Bitcoin hovered near $111,000 on Saturday, extending a modest rebound from last week’s lows as traders cautiously re-entered risk.
Ether rose 3.5% to $3,970, BNB and Solana rose more than 3% while XRP jumped 4.5% to lead gains among majors. Cardano’s ADA was unchanged while Tron’s TRX fell 5%, leading losses among majors.
Traders seem willing to pick at strength again, particularly in tokens with clearer catalysts a week after a $19 billion liquidation event wiped off risk-taking behaviour among market participants.BNB’s 5 rally this week followed renewed optimism around Binance’s prospects after founder Changpeng Zhao received a pardon from U.S. president Donald Trump, with some traders reading it as the end of an overhang that’s weighed on the token since late 2023.
“This is a massive moment for the industry,” said David Namdar, CEO of CEA Industries, which holds one of the largest BNB treasuries. “We believe CZ’s pardon is more than an inflection point for him personally, but also for BNB and potentially for Binance, paving the way for greater access to the U.S. market.”
Solana, meanwhile, continues to attract institutional flow and is increasingly treated as a liquidity proxy for risk-on sentiment. SOL’s 5% gain makes it one of the few majors to post a positive week, even as broader appetite for altcoins remains muted.
Still, this isn’t a return to full risk-taking. The market is adjusting to a slow grind higher after October’s record liquidation event, which erased nearly $20 billion in open interest and left leveraged traders shell-shocked.
Since then, funding rates have normalized, perpetual volume has dropped sharply, and spot buying has taken the lead — a sign that longer-term money is starting to nibble again.
“Bitcoin held the key $105,000 level through the flush, and that seems to have stabilized confidence,” said Nick Ruck, director at LVRG Research. “We’re optimistic that the markets can improve as long-term fundamentals draw investors back, even if macro volatility keeps the upside contained.”
Underneath the surface, sentiment remains mixed. The fear index has hovered near 25 for days, suggesting conviction is still low even as positioning resets. But on-chain activity — especially among whales and ETF inflows — continues to signal accumulation rather than exit.
October has been defined by forced selling and false starts and on track to become the worst since 2015, dampening an otherwise bullish month that averages over 25% returns for bitcoin.
As such, bitcoin’s strength above $110,000 is keeping the structure intact, but traders are choosing rotation over expansion, preferring selective exposure rather than broad speculation.
And for a market that’s spent most of the month bracing for the next liquidation wave, that alone counts as progress.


Exercise prompt: Return every record below exactly as written.

Excerpts from a figure dataset
***

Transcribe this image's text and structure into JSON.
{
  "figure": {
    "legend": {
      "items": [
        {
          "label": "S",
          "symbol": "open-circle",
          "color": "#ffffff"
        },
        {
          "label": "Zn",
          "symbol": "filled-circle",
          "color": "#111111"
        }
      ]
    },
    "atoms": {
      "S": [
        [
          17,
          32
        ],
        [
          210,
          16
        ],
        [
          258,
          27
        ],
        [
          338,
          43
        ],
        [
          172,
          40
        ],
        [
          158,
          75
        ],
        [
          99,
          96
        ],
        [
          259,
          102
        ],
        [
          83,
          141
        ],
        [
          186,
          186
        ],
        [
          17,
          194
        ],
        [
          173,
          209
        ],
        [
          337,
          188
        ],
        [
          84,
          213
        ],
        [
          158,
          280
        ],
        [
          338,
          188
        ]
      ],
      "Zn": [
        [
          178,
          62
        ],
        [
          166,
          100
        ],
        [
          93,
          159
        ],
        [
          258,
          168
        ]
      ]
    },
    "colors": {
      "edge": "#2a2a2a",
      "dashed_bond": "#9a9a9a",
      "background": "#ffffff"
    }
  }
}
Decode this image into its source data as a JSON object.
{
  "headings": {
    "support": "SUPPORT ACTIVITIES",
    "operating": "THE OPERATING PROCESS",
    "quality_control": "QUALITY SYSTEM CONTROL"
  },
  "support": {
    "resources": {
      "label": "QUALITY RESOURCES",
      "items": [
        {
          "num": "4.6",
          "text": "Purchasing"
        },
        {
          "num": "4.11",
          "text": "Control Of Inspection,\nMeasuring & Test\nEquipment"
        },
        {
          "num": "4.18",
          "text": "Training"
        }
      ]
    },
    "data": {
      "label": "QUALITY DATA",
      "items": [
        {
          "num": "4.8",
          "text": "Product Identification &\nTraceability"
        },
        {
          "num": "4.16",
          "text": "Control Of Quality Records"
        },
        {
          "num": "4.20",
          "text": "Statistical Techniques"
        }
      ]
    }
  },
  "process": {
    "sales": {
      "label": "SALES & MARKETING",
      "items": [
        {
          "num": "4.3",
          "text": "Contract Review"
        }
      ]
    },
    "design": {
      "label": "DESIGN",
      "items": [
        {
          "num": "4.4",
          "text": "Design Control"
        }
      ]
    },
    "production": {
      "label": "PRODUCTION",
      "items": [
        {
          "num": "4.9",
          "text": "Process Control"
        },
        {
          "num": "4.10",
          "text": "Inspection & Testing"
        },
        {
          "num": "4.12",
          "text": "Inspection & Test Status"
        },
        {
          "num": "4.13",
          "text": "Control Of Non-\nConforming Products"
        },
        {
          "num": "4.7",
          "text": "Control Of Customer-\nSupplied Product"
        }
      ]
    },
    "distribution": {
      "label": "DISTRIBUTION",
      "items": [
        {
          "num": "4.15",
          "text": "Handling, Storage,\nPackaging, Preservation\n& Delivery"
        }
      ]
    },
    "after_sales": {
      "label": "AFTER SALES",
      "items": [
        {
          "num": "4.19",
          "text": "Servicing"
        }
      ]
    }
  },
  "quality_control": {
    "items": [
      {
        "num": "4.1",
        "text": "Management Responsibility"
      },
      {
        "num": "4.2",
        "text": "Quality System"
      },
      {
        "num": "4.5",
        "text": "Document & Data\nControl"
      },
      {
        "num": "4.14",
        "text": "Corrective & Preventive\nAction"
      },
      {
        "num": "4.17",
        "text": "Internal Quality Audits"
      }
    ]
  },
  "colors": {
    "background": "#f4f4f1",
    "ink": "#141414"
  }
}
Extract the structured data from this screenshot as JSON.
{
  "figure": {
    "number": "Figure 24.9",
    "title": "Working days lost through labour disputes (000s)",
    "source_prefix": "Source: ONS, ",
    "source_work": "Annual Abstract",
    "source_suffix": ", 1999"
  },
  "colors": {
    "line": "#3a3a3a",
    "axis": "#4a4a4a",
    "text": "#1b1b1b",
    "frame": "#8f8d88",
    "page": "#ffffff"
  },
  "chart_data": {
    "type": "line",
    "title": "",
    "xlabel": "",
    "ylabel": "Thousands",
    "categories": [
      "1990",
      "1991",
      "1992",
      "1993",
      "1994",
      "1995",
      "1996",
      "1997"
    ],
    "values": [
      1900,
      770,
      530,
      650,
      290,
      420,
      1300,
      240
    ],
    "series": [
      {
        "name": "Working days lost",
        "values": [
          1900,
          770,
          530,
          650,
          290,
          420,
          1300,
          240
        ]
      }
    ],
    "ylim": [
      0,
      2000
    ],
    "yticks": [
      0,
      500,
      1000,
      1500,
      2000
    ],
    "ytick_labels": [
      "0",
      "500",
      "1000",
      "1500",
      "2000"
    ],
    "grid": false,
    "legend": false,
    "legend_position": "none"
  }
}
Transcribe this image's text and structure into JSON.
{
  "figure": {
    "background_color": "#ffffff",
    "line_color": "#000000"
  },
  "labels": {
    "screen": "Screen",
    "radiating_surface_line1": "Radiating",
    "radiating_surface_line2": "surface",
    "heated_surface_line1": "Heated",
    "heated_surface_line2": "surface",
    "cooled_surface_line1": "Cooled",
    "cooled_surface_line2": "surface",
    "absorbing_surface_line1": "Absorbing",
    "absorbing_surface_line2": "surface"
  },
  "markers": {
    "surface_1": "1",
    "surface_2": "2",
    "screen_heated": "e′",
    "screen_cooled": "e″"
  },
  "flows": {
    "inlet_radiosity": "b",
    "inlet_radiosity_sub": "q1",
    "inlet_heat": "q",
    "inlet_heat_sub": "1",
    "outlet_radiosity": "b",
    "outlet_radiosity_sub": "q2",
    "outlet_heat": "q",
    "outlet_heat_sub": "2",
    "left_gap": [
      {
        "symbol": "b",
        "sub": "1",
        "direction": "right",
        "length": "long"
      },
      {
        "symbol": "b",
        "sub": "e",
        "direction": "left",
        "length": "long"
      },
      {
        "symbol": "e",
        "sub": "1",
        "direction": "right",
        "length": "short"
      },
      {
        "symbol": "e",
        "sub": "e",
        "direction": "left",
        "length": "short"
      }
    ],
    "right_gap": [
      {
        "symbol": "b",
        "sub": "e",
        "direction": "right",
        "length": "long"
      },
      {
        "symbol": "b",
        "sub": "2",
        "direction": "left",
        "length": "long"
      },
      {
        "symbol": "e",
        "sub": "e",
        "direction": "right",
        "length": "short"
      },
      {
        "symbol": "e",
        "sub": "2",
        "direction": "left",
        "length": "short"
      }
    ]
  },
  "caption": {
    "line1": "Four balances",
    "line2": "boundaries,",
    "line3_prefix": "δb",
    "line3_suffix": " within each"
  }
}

***

Solution to the exercise:
Transcribe this image's text and structure into JSON.
{
  "figure": {
    "legend": {
      "items": [
        {
          "label": "S",
          "symbol": "open-circle",
          "color": "#ffffff"
        },
        {
          "label": "Zn",
          "symbol": "filled-circle",
          "color": "#111111"
        }
      ]
    },
    "atoms": {
      "S": [
        [
          17,
          32
        ],
        [
          210,
          16
        ],
        [
          258,
          27
        ],
        [
          338,
          43
        ],
        [
          172,
          40
        ],
        [
          158,
          75
        ],
        [
          99,
          96
        ],
        [
          259,
          102
        ],
        [
          83,
          141
        ],
        [
          186,
          186
        ],
        [
          17,
          194
        ],
        [
          173,
          209
        ],
        [
          337,
          188
        ],
        [
          84,
          213
        ],
        [
          158,
          280
        ],
        [
          338,
          188
        ]
      ],
      "Zn": [
        [
          178,
          62
        ],
        [
          166,
          100
        ],
        [
          93,
          159
        ],
        [
          258,
          168
        ]
      ]
    },
    "colors": {
      "edge": "#2a2a2a",
      "dashed_bond": "#9a9a9a",
      "background": "#ffffff"
    }
  }
}
Decode this image into its source data as a JSON object.
{
  "headings": {
    "support": "SUPPORT ACTIVITIES",
    "operating": "THE OPERATING PROCESS",
    "quality_control": "QUALITY SYSTEM CONTROL"
  },
  "support": {
    "resources": {
      "label": "QUALITY RESOURCES",
      "items": [
        {
          "num": "4.6",
          "text": "Purchasing"
        },
        {
          "num": "4.11",
          "text": "Control Of Inspection,\nMeasuring & Test\nEquipment"
        },
        {
          "num": "4.18",
          "text": "Training"
        }
      ]
    },
    "data": {
      "label": "QUALITY DATA",
      "items": [
        {
          "num": "4.8",
          "text": "Product Identification &\nTraceability"
        },
        {
          "num": "4.16",
          "text": "Control Of Quality Records"
        },
        {
          "num": "4.20",
          "text": "Statistical Techniques"
        }
      ]
    }
  },
  "process": {
    "sales": {
      "label": "SALES & MARKETING",
      "items": [
        {
          "num": "4.3",
          "text": "Contract Review"
        }
      ]
    },
    "design": {
      "label": "DESIGN",
      "items": [
        {
          "num": "4.4",
          "text": "Design Control"
        }
      ]
    },
    "production": {
      "label": "PRODUCTION",
      "items": [
        {
          "num": "4.9",
          "text": "Process Control"
        },
        {
          "num": "4.10",
          "text": "Inspection & Testing"
        },
        {
          "num": "4.12",
          "text": "Inspection & Test Status"
        },
        {
          "num": "4.13",
          "text": "Control Of Non-\nConforming Products"
        },
        {
          "num": "4.7",
          "text": "Control Of Customer-\nSupplied Product"
        }
      ]
    },
    "distribution": {
      "label": "DISTRIBUTION",
      "items": [
        {
          "num": "4.15",
          "text": "Handling, Storage,\nPackaging, Preservation\n& Delivery"
        }
      ]
    },
    "after_sales": {
      "label": "AFTER SALES",
      "items": [
        {
          "num": "4.19",
          "text": "Servicing"
        }
      ]
    }
  },
  "quality_control": {
    "items": [
      {
        "num": "4.1",
        "text": "Management Responsibility"
      },
      {
        "num": "4.2",
        "text": "Quality System"
      },
      {
        "num": "4.5",
        "text": "Document & Data\nControl"
      },
      {
        "num": "4.14",
        "text": "Corrective & Preventive\nAction"
      },
      {
        "num": "4.17",
        "text": "Internal Quality Audits"
      }
    ]
  },
  "colors": {
    "background": "#f4f4f1",
    "ink": "#141414"
  }
}
Extract the structured data from this screenshot as JSON.
{
  "figure": {
    "number": "Figure 24.9",
    "title": "Working days lost through labour disputes (000s)",
    "source_prefix": "Source: ONS, ",
    "source_work": "Annual Abstract",
    "source_suffix": ", 1999"
  },
  "colors": {
    "line": "#3a3a3a",
    "axis": "#4a4a4a",
    "text": "#1b1b1b",
    "frame": "#8f8d88",
    "page": "#ffffff"
  },
  "chart_data": {
    "type": "line",
    "title": "",
    "xlabel": "",
    "ylabel": "Thousands",
    "categories": [
      "1990",
      "1991",
      "1992",
      "1993",
      "1994",
      "1995",
      "1996",
      "1997"
    ],
    "values": [
      1900,
      770,
      530,
      650,
      290,
      420,
      1300,
      240
    ],
    "series": [
      {
        "name": "Working days lost",
        "values": [
          1900,
          770,
          530,
          650,
          290,
          420,
          1300,
          240
        ]
      }
    ],
    "ylim": [
      0,
      2000
    ],
    "yticks": [
      0,
      500,
      1000,
      1500,
      2000
    ],
    "ytick_labels": [
      "0",
      "500",
      "1000",
      "1500",
      "2000"
    ],
    "grid": false,
    "legend": false,
    "legend_position": "none"
  }
}
Transcribe this image's text and structure into JSON.
{
  "figure": {
    "background_color": "#ffffff",
    "line_color": "#000000"
  },
  "labels": {
    "screen": "Screen",
    "radiating_surface_line1": "Radiating",
    "radiating_surface_line2": "surface",
    "heated_surface_line1": "Heated",
    "heated_surface_line2": "surface",
    "cooled_surface_line1": "Cooled",
    "cooled_surface_line2": "surface",
    "absorbing_surface_line1": "Absorbing",
    "absorbing_surface_line2": "surface"
  },
  "markers": {
    "surface_1": "1",
    "surface_2": "2",
    "screen_heated": "e′",
    "screen_cooled": "e″"
  },
  "flows": {
    "inlet_radiosity": "b",
    "inlet_radiosity_sub": "q1",
    "inlet_heat": "q",
    "inlet_heat_sub": "1",
    "outlet_radiosity": "b",
    "outlet_radiosity_sub": "q2",
    "outlet_heat": "q",
    "outlet_heat_sub": "2",
    "left_gap": [
      {
        "symbol": "b",
        "sub": "1",
        "direction": "right",
        "length": "long"
      },
      {
        "symbol": "b",
        "sub": "e",
        "direction": "left",
        "length": "long"
      },
      {
        "symbol": "e",
        "sub": "1",
        "direction": "right",
        "length": "short"
      },
      {
        "symbol": "e",
        "sub": "e",
        "direction": "left",
        "length": "short"
      }
    ],
    "right_gap": [
      {
        "symbol": "b",
        "sub": "e",
        "direction": "right",
        "length": "long"
      },
      {
        "symbol": "b",
        "sub": "2",
        "direction": "left",
        "length": "long"
      },
      {
        "symbol": "e",
        "sub": "e",
        "direction": "right",
        "length": "short"
      },
      {
        "symbol": "e",
        "sub": "2",
        "direction": "left",
        "length": "short"
      }
    ]
  },
  "caption": {
    "line1": "Four balances",
    "line2": "boundaries,",
    "line3_prefix": "δb",
    "line3_suffix": " within each"
  }
}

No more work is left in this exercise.